Wednesday, January 23, 2008

Final Exam

1. Have you become cosmopolitan? This is the most important question on the whole exam. Answer the questions at the end of this quotation thoroughly before spending too much time on any other questions.

Asked where he came from, the ancient Greek Cynic philosopher Diogenes replied, "I am a citizen of the world." He meant by this, it appears, that he refused to be defined by his local origins and local group memberships, so central to the self-image of a conventional Greek male; he insisted on defining himself in terms of more universal aspirations and concerns. The Stoics who followed his lead developed his image of the kosmou politês or world citizen more fully, arguing that each of us dwells, in effect, in two communities -- the local community of our birth, and the community of human argument and aspiration that "is truly great and truly common, in which we look neither to this corner nor to that, but measure the boundaries of our nation by the sun" (Seneca, De Otio). It is this community that is, most fundamentally, the source of our moral obligations. With respect to the most basic moral values such as justice, "we should regard all human beings as our fellow citizens and neighbors" (Plutarch, On the Fortunes of Alexander). We should regard our deliberations as, first and foremost, deliberations about human problems of people in particular concrete situations, not problems growing out of a national identity that is altogether unlike that of others. Diogenes knew that the invitation to think as a world citizen was, in a sense, an invitation to be an exile from the comfort of patriotism and its easy sentiments, to see our own ways of life from the point of view of justice and the good. The accident of where one is born is just that, an accident; any human being might have been born in any nation. Recognizing this, his Stoic successors held, we should not allow differences of nationality or class or ethnic membership or even gender to erect barriers between us and our fellow human beings. We should recognize humanity wherever it occurs, and give its fundamental ingredients, reason and moral capacity, our first allegiance and respect.
This clearly did not mean that the Stoics were proposing the abolition of local and national forms of political organization and the creation of a world state. The point was more radical still: that we should give our first allegiance to no mere form of government, no temporal power, but to the moral community made up by the humanity of all human beings. The idea of the world citizen is in this way the ancestor and source of Kant's idea of the "kingdom of ends," and has a similar function in inspiring and regulating moral and political conduct. One should always behave so as to treat with equal respect the dignity of reason and moral choice in every human being.

Stoics who hold that good civic education is education for world citizenship recommend this attitude on three grounds. First, they hold that the study of humanity as it is realized in the whole world is valuable for self-knowledge: we see ourselves more clearly when we see our ways in relation to those of other reasonable people. (Martha Nussbaum)

How do you see yourself more clearly then you did at the start of this course? Has the "study of humanity as it is realized in the whole world" helped you to know your self better? Has it made you more cosmopolitan? How?


2. What 3 people you would invite to dinner and why.

3. Civilization has been a grand experiment. In your opinion, has it been a successful one?

4. Choose one of the quotes below and explain what it means:

Civilization began the first time an angry person cast a word instead of a rock. - Sigmund Freud

We know next to nothing about virtually everything. It is not necessary to know the origin of the universe it is necessary to want to know. Civilization depends not on any particular knowledge, but on the disposition to crave knowledge. - George Will

Civilization is the progress toward a society of privacy. The savage's whole existence is public, ruled by the laws of his tribe. Civilization is the process of setting man free from men.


▶ TASK INSTRUCTIONS: As an exercise, copy out the entries exactly as written.

▶ THE INPUT:
>>>>>

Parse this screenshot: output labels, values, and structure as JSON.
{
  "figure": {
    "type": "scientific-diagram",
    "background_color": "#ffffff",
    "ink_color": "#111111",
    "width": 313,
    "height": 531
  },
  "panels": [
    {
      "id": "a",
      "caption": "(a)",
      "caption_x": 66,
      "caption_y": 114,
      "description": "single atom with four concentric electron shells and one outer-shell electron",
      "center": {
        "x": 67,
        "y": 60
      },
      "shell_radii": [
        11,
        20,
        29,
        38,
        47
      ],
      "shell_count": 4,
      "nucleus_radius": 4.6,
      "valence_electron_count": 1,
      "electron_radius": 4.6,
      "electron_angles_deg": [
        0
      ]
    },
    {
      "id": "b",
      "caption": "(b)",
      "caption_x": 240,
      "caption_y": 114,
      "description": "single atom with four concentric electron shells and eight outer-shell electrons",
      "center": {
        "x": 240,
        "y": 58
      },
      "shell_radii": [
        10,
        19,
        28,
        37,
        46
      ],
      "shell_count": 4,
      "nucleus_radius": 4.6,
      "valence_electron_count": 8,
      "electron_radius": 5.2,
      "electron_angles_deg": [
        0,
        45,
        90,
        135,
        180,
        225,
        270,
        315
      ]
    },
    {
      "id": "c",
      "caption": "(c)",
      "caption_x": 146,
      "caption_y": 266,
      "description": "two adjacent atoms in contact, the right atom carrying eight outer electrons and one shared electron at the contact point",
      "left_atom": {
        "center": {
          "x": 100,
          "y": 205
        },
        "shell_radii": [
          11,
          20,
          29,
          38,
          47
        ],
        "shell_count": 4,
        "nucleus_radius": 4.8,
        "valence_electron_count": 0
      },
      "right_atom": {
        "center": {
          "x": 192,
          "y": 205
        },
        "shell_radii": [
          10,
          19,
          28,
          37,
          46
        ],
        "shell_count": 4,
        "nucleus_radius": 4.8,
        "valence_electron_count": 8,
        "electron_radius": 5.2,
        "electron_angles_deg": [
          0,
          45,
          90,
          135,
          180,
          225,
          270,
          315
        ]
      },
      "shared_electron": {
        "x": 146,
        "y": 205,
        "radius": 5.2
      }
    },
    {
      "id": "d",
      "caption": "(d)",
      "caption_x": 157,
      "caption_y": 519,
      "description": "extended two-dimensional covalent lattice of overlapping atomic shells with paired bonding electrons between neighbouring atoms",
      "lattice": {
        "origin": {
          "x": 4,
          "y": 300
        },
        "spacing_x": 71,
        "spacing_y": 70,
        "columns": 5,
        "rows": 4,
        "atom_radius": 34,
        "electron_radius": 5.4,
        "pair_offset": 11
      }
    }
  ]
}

<<<<<

▶ YOUR SOLUTION:
Parse this screenshot: output labels, values, and structure as JSON.
{
  "figure": {
    "type": "scientific-diagram",
    "background_color": "#ffffff",
    "ink_color": "#111111",
    "width": 313,
    "height": 531
  },
  "panels": [
    {
      "id": "a",
      "caption": "(a)",
      "caption_x": 66,
      "caption_y": 114,
      "description": "single atom with four concentric electron shells and one outer-shell electron",
      "center": {
        "x": 67,
        "y": 60
      },
      "shell_radii": [
        11,
        20,
        29,
        38,
        47
      ],
      "shell_count": 4,
      "nucleus_radius": 4.6,
      "valence_electron_count": 1,
      "electron_radius": 4.6,
      "electron_angles_deg": [
        0
      ]
    },
    {
      "id": "b",
      "caption": "(b)",
      "caption_x": 240,
      "caption_y": 114,
      "description": "single atom with four concentric electron shells and eight outer-shell electrons",
      "center": {
        "x": 240,
        "y": 58
      },
      "shell_radii": [
        10,
        19,
        28,
        37,
        46
      ],
      "shell_count": 4,
      "nucleus_radius": 4.6,
      "valence_electron_count": 8,
      "electron_radius": 5.2,
      "electron_angles_deg": [
        0,
        45,
        90,
        135,
        180,
        225,
        270,
        315
      ]
    },
    {
      "id": "c",
      "caption": "(c)",
      "caption_x": 146,
      "caption_y": 266,
      "description": "two adjacent atoms in contact, the right atom carrying eight outer electrons and one shared electron at the contact point",
      "left_atom": {
        "center": {
          "x": 100,
          "y": 205
        },
        "shell_radii": [
          11,
          20,
          29,
          38,
          47
        ],
        "shell_count": 4,
        "nucleus_radius": 4.8,
        "valence_electron_count": 0
      },
      "right_atom": {
        "center": {
          "x": 192,
          "y": 205
        },
        "shell_radii": [
          10,
          19,
          28,
          37,
          46
        ],
        "shell_count": 4,
        "nucleus_radius": 4.8,
        "valence_electron_count": 8,
        "electron_radius": 5.2,
        "electron_angles_deg": [
          0,
          45,
          90,
          135,
          180,
          225,
          270,
          315
        ]
      },
      "shared_electron": {
        "x": 146,
        "y": 205,
        "radius": 5.2
      }
    },
    {
      "id": "d",
      "caption": "(d)",
      "caption_x": 157,
      "caption_y": 519,
      "description": "extended two-dimensional covalent lattice of overlapping atomic shells with paired bonding electrons between neighbouring atoms",
      "lattice": {
        "origin": {
          "x": 4,
          "y": 300
        },
        "spacing_x": 71,
        "spacing_y": 70,
        "columns": 5,
        "rows": 4,
        "atom_radius": 34,
        "electron_radius": 5.4,
        "pair_offset": 11
      }
    }
  ]
}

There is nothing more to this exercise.